The Demise of Our Cultural Rights (and Cultural Heritage?)
“Our scattershot cultural policy has failed to balance the public interest with the marketplace,” writes Bill Ivey in his Arts, Inc.: How Greed and Neglect Have Destroyed Our Cultural Rights (Berkeley: University of California Press, 2008). Ivey, the former chairman of the National Endowment for the Arts, carefully follows the growing corporate ownership of our documentary heritage, creative arts, and art of lasting value (like classical music) and the fading cultural and other institutions that collect and care for them. Adding to the growing literature about intellectual property, most of it quite pessimistic, Ivey also spends considerable energy considering the cultural heritage, a topic that will be of interest to archivists.
Early on, Ivey notes that “early archives” were often “labors of love created by devoted fans of history and art” but now “it’s business” (p. 35). Much of the author’s attention is devoted to what corporations have done to our documentary heritage, and Ivey generally doesn’t pull any punches. Writing about music archives in the recording industry, Ivey believes that these archives are maintained by “low-level employees” unaware of the importance of what they have in their custody (p. 41). Expanding his perspective beyond this part of our cultural heritage, Ivey writes, “Most of America’s twentieth-century culture was produced by for-profit arts industries, and much of our cultural heritage has been no better treated than assets such as buildings and furniture” (p. 45) The non-profit organizations administering these archives also have struggled: “our under funded public and private archives have struggled to keep up with expanding collections, expensive technologies, and an increasingly burdensome intellectual property environment” (p. 45). Ivey notes that these archival programs have had particular difficulty dealing with the “intangible heritage,” the sounds, images, tapes, and films that are a critical part of our documentary heritage, and all parts of the heritage most often targeted by for-profits in terms of their controlling intellectual property.
One of the more interesting points Ivey makes is that the media industries are against the notion of preservation, according to him, because they fear a public backlash: “By revealing how much has been lost, how much has never been released, and, following decades of mergers and relocations, just how little record, film, and television companies know about what they do or do not own, the truth would produce public outrage” (p. 48). The source of this problem or approach is because the “preservation strategy” is “based on current market value. The result is at best a leaky sieve. Some treasures are saved, but others are mislaid, poorly stored, or locked up in service to profit” (p. 55). What makes this worse is that the nonprofit repositories have adopted the same approach: “Nonprofits are too often careless with historical assets, risk averse, and too often drawn to projects that have no real importance beyond an impact on the bottom line” (p. 217). As Ivey argues, this just is not going to work (at least if we concerned about the public good).
The warning in this book is that as the costs of getting access to and using the documents of our cultural heritage increase, we will see more of a “cultural divide.” “This cultural divide results in part from the scope of our current technological revolution,” Ivey argues, “but it has been exacerbated by business practices that shape both the production and the distribution of art products and by the introduction of high-end software programs that greatly expand the horizons of those affluent consumers who can buy in at the highest level” (p. 278). We now have a “growing, high-priced permission culture,” and to illustrate this point, Ivey puts in the costs involved in reproducing images in his book (and some of these costs are surprisingly high). Ivey does not write a gloomy assessment, but proposes a long list of actions that must or should be taken. Some strike me as idealistic, but his call for action and resistance is something archivists ought to read and reflect on. While professional associations, such as the Society of American Archivists, have been pretty good in issuing statements about some of these matters and even presenting testimony in Congressional hearings when needed, the real difficult task ahead is how individual archivists and archival programs are going to deal with the practical consequences of this commercialization of our heritage. And here there are no simple answers.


Prompt
Your output should be the lines from the one containing "Give me the" through the last line below, both ends included, exactly as written and free of pictures.
** Opening Provided data block **
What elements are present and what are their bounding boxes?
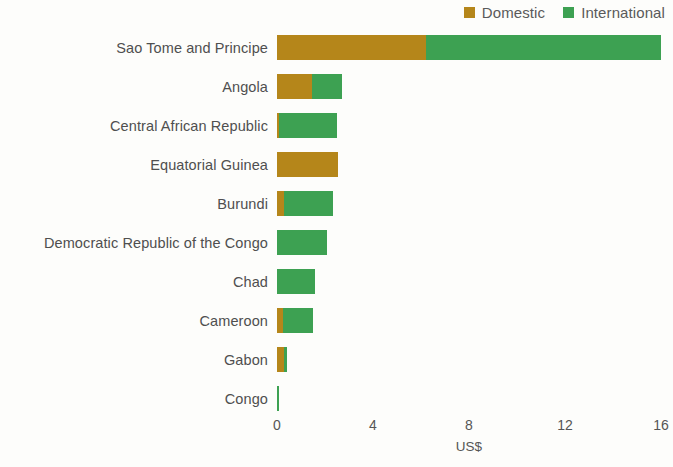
category-label: Burundi [0,196,268,212]
stacked-bar[interactable] [277,386,279,411]
bar-segment-international[interactable] [277,386,279,411]
bar-segment-domestic[interactable] [277,152,338,177]
stacked-bar[interactable] [277,230,327,255]
stacked-bar[interactable] [277,269,315,294]
x-axis-tick: 8 [465,417,473,433]
bar-segment-domestic[interactable] [277,74,312,99]
category-label: Cameroon [0,313,268,329]
bar-segment-international[interactable] [283,308,313,333]
stacked-bar[interactable] [277,113,337,138]
category-label: Gabon [0,352,268,368]
bar-segment-international[interactable] [277,230,327,255]
category-label: Sao Tome and Principe [0,40,268,56]
legend-item-international[interactable]: International [563,4,665,21]
bar-segment-international[interactable] [279,113,337,138]
category-label: Equatorial Guinea [0,157,268,173]
square-swatch-icon [563,7,574,18]
x-axis-tick: 12 [557,417,573,433]
stacked-bar[interactable] [277,347,287,372]
legend-label-domestic: Domestic [482,4,545,21]
chart-row: Angola [0,67,673,106]
chart-row: Central African Republic [0,106,673,145]
chart-row: Cameroon [0,301,673,340]
plot-area: Sao Tome and PrincipeAngolaCentral Afric… [0,28,673,413]
category-label: Central African Republic [0,118,268,134]
bar-segment-international[interactable] [277,269,315,294]
bar-segment-domestic[interactable] [277,35,426,60]
x-axis-tick: 16 [653,417,669,433]
x-axis: US$ 0481216 [0,413,673,467]
chart-row: Gabon [0,340,673,379]
chart-row: Chad [0,262,673,301]
x-axis-tick: 4 [369,417,377,433]
bar-segment-domestic[interactable] [277,347,284,372]
x-axis-label: US$ [456,439,482,454]
category-label: Chad [0,274,268,290]
legend-label-international: International [581,4,665,21]
category-label: Democratic Republic of the Congo [0,235,268,251]
stacked-bar[interactable] [277,152,338,177]
stacked-bar[interactable] [277,35,661,60]
chart-legend: Domestic International [464,4,665,21]
square-swatch-icon [464,7,475,18]
bar-segment-international[interactable] [426,35,661,60]
x-axis-tick: 0 [273,417,281,433]
chart-row: Sao Tome and Principe [0,28,673,67]
bar-segment-international[interactable] [284,347,286,372]
chart-row: Burundi [0,184,673,223]
stacked-bar[interactable] [277,191,333,216]
bar-segment-domestic[interactable] [277,191,284,216]
stacked-bar[interactable] [277,308,313,333]
chart-row: Democratic Republic of the Congo [0,223,673,262]
stacked-bar-chart: Domestic International Sao Tome and Prin… [0,0,673,467]
legend-item-domestic[interactable]: Domestic [464,4,545,21]
category-label: Angola [0,79,268,95]
bar-segment-international[interactable] [312,74,342,99]
chart-row: Equatorial Guinea [0,145,673,184]
category-label: Congo [0,391,268,407]
stacked-bar[interactable] [277,74,342,99]
bar-segment-international[interactable] [284,191,333,216]
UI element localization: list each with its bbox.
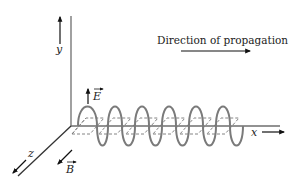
magnetic-field-label: B: [65, 163, 74, 176]
y-axis-label: y: [55, 43, 63, 56]
z-axis-line: [18, 126, 71, 176]
em-wave-diagram: y E Direction of propagation x z B: [0, 0, 296, 185]
z-axis-label: z: [27, 147, 34, 160]
propagation-label: Direction of propagation: [157, 34, 288, 46]
x-axis-label: x: [251, 126, 258, 139]
electric-field-label: E: [92, 90, 101, 103]
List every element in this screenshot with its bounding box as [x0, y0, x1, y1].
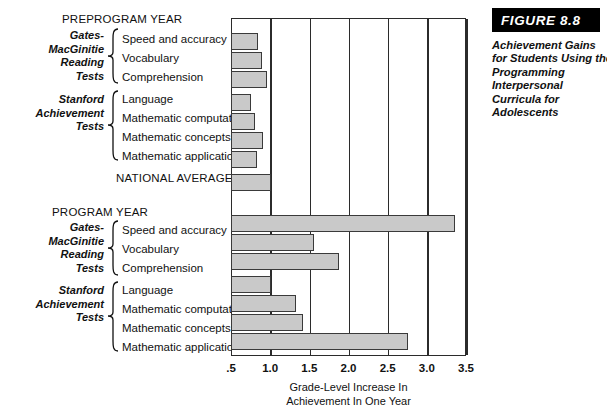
figure-caption-text: Achievement Gains for Students Using the…	[492, 39, 600, 119]
brace-stanford-preprogram	[107, 90, 119, 162]
gridline-2.0	[349, 19, 350, 355]
row-label-prog-math-concepts: Mathematic concepts	[122, 322, 231, 335]
figure-number-label: FIGURE 8.8	[501, 13, 581, 28]
x-tick-2.0: 2.0	[341, 362, 357, 374]
stanford-line-3-b: Tests	[0, 311, 104, 325]
x-tick-.5: .5	[226, 362, 236, 374]
stanford-line-3: Tests	[0, 120, 104, 134]
row-label-prog-comprehension: Comprehension	[122, 262, 203, 275]
bar-program-year-mathematic-computation	[231, 295, 296, 312]
gates-line-4: Tests	[0, 70, 104, 84]
program-year-heading: PROGRAM YEAR	[52, 206, 148, 218]
row-label-prog-math-applications: Mathematic applications	[122, 341, 245, 354]
row-label-pre-math-computation: Mathematic computation	[122, 112, 247, 125]
bar-preprogram-year-mathematic-concepts	[231, 132, 263, 149]
stanford-group-name-preprogram: Stanford Achievement Tests	[0, 93, 104, 134]
row-label-pre-vocabulary: Vocabulary	[122, 52, 179, 65]
brace-gates-program	[107, 220, 119, 276]
figure-caption-box: FIGURE 8.8 Achievement Gains for Student…	[492, 8, 600, 119]
x-tick-3.5: 3.5	[458, 362, 474, 374]
x-tick-3.0: 3.0	[419, 362, 435, 374]
bar-national-average-national-average	[231, 174, 271, 191]
bar-program-year-speed-and-accuracy	[231, 215, 455, 232]
bar-preprogram-year-mathematic-computation	[231, 113, 255, 130]
gates-line-3-b: Reading	[0, 248, 104, 262]
row-label-prog-language: Language	[122, 284, 173, 297]
bar-program-year-vocabulary	[231, 234, 314, 251]
figure-root: PREPROGRAM YEAR Gates- MacGinitie Readin…	[0, 0, 607, 415]
x-axis-title: Grade-Level Increase In Achievement In O…	[231, 381, 466, 408]
caption-line-4: Interpersonal	[492, 79, 600, 92]
gates-line-1-b: Gates-	[0, 221, 104, 235]
gridline-2.5	[388, 19, 389, 355]
bar-preprogram-year-speed-and-accuracy	[231, 33, 258, 50]
row-label-prog-speed-accuracy: Speed and accuracy	[122, 224, 227, 237]
bar-program-year-language	[231, 276, 271, 293]
gates-line-4-b: Tests	[0, 262, 104, 276]
row-label-pre-comprehension: Comprehension	[122, 71, 203, 84]
stanford-line-2-b: Achievement	[0, 298, 104, 312]
caption-line-5: Curricula for	[492, 93, 600, 106]
bar-preprogram-year-mathematic-applications	[231, 151, 257, 168]
national-average-label: NATIONAL AVERAGE	[116, 172, 233, 184]
gates-line-2: MacGinitie	[0, 43, 104, 57]
chart-plot-area	[231, 18, 466, 356]
x-tick-1.5: 1.5	[301, 362, 317, 374]
gridline-3.0	[427, 19, 428, 355]
gates-line-3: Reading	[0, 56, 104, 70]
gates-line-1: Gates-	[0, 29, 104, 43]
gates-group-name-program: Gates- MacGinitie Reading Tests	[0, 221, 104, 275]
stanford-line-1: Stanford	[0, 93, 104, 107]
row-label-pre-speed-accuracy: Speed and accuracy	[122, 33, 227, 46]
x-axis-tick-labels: .51.01.52.02.53.03.5	[0, 360, 500, 378]
figure-number-band: FIGURE 8.8	[492, 8, 600, 32]
bar-program-year-comprehension	[231, 253, 339, 270]
row-label-prog-math-computation: Mathematic computation	[122, 303, 247, 316]
brace-gates-preprogram	[107, 28, 119, 84]
label-column: PREPROGRAM YEAR Gates- MacGinitie Readin…	[0, 0, 231, 360]
axis-title-line-2: Achievement In One Year	[231, 395, 466, 409]
stanford-line-2: Achievement	[0, 107, 104, 121]
brace-stanford-program	[107, 281, 119, 353]
bar-preprogram-year-comprehension	[231, 71, 267, 88]
gates-line-2-b: MacGinitie	[0, 235, 104, 249]
x-tick-1.0: 1.0	[262, 362, 278, 374]
caption-line-2: for Students Using the	[492, 52, 600, 65]
bar-program-year-mathematic-applications	[231, 333, 408, 350]
preprogram-year-heading: PREPROGRAM YEAR	[62, 13, 182, 25]
axis-title-line-1: Grade-Level Increase In	[231, 381, 466, 395]
gridline-3.5	[466, 19, 467, 355]
row-label-pre-math-concepts: Mathematic concepts	[122, 131, 231, 144]
caption-line-1: Achievement Gains	[492, 39, 600, 52]
caption-line-6: Adolescents	[492, 106, 600, 119]
stanford-line-1-b: Stanford	[0, 284, 104, 298]
stanford-group-name-program: Stanford Achievement Tests	[0, 284, 104, 325]
bar-program-year-mathematic-concepts	[231, 314, 303, 331]
gridline-1.5	[310, 19, 311, 355]
gates-group-name-preprogram: Gates- MacGinitie Reading Tests	[0, 29, 104, 83]
bar-preprogram-year-language	[231, 94, 251, 111]
row-label-prog-vocabulary: Vocabulary	[122, 243, 179, 256]
bar-preprogram-year-vocabulary	[231, 52, 262, 69]
row-label-pre-math-applications: Mathematic applications	[122, 150, 245, 163]
row-label-pre-language: Language	[122, 93, 173, 106]
x-tick-2.5: 2.5	[380, 362, 396, 374]
caption-line-3: Programming	[492, 66, 600, 79]
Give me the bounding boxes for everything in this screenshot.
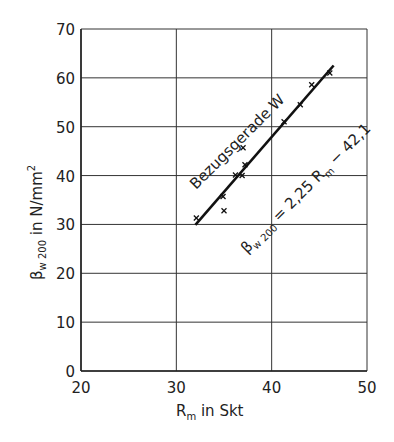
y-tick-label: 30 — [56, 216, 75, 234]
regression-line — [195, 66, 333, 225]
data-point-x-marker — [222, 208, 227, 213]
x-tick-label: 20 — [71, 379, 90, 397]
x-tick-label: 50 — [357, 379, 376, 397]
reference-line-w — [195, 66, 333, 225]
data-point-x-marker — [194, 216, 199, 221]
y-tick-label: 50 — [56, 119, 75, 137]
svg-text:βw 200 in N/mm2: βw 200 in N/mm2 — [26, 165, 48, 280]
ylabel-sub: w 200 — [37, 240, 48, 270]
chart: 20304050010203040506070 Bezugsgerade W β… — [0, 0, 394, 442]
x-axis-label: Rm in Skt — [176, 402, 244, 422]
y-tick-label: 60 — [56, 70, 75, 88]
eq-tail: − 42,1 — [322, 120, 374, 172]
y-tick-label: 10 — [56, 314, 75, 332]
svg-text:Rm in Skt: Rm in Skt — [176, 402, 244, 422]
ylabel-main: β — [28, 270, 46, 280]
xlabel-rest: in Skt — [196, 402, 243, 420]
grid — [81, 29, 367, 371]
x-tick-label: 40 — [262, 379, 281, 397]
y-tick-label: 70 — [56, 21, 75, 39]
y-axis-label: βw 200 in N/mm2 — [26, 165, 48, 280]
y-tick-label: 20 — [56, 265, 75, 283]
xlabel-main: R — [176, 402, 186, 420]
data-point-x-marker — [309, 82, 314, 87]
equation-label: βw 200 = 2,25 Rm − 42,1 — [237, 120, 376, 259]
x-tick-label: 30 — [167, 379, 186, 397]
y-tick-label: 0 — [65, 363, 75, 381]
svg-text:βw 200 = 2,25 Rm − 42,1: βw 200 = 2,25 Rm − 42,1 — [237, 120, 376, 259]
y-tick-label: 40 — [56, 168, 75, 186]
ylabel-rest: in N/mm — [28, 171, 46, 240]
ylabel-sup: 2 — [26, 165, 37, 171]
axes — [81, 29, 367, 371]
xlabel-sub: m — [186, 411, 196, 422]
** Closing Provided data block **
Task solution
Give me the bounding boxes for everything in this screenshot.
y-tick-label: 30 — [56, 216, 75, 234]
regression-line — [195, 66, 333, 225]
data-point-x-marker — [222, 208, 227, 213]
x-tick-label: 20 — [71, 379, 90, 397]
x-tick-label: 50 — [357, 379, 376, 397]
reference-line-w — [195, 66, 333, 225]
data-point-x-marker — [194, 216, 199, 221]
y-tick-label: 50 — [56, 119, 75, 137]
svg-text:βw 200 in N/mm2: βw 200 in N/mm2 — [26, 165, 48, 280]
ylabel-sub: w 200 — [37, 240, 48, 270]
chart: 20304050010203040506070 Bezugsgerade W β… — [0, 0, 394, 442]
x-axis-label: Rm in Skt — [176, 402, 244, 422]
y-tick-label: 60 — [56, 70, 75, 88]
eq-tail: − 42,1 — [322, 120, 374, 172]
y-tick-label: 10 — [56, 314, 75, 332]
svg-text:Rm in Skt: Rm in Skt — [176, 402, 244, 422]
ylabel-main: β — [28, 270, 46, 280]
xlabel-rest: in Skt — [196, 402, 243, 420]
grid — [81, 29, 367, 371]
x-tick-label: 40 — [262, 379, 281, 397]
y-tick-label: 70 — [56, 21, 75, 39]
y-axis-label: βw 200 in N/mm2 — [26, 165, 48, 280]
y-tick-label: 20 — [56, 265, 75, 283]
xlabel-main: R — [176, 402, 186, 420]
data-point-x-marker — [309, 82, 314, 87]
equation-label: βw 200 = 2,25 Rm − 42,1 — [237, 120, 376, 259]
x-tick-label: 30 — [167, 379, 186, 397]
y-tick-label: 0 — [65, 363, 75, 381]
svg-text:βw 200 = 2,25 Rm − 42,1: βw 200 = 2,25 Rm − 42,1 — [237, 120, 376, 259]
y-tick-label: 40 — [56, 168, 75, 186]
ylabel-rest: in N/mm — [28, 171, 46, 240]
ylabel-sup: 2 — [26, 165, 37, 171]
axes — [81, 29, 367, 371]
xlabel-sub: m — [186, 411, 196, 422]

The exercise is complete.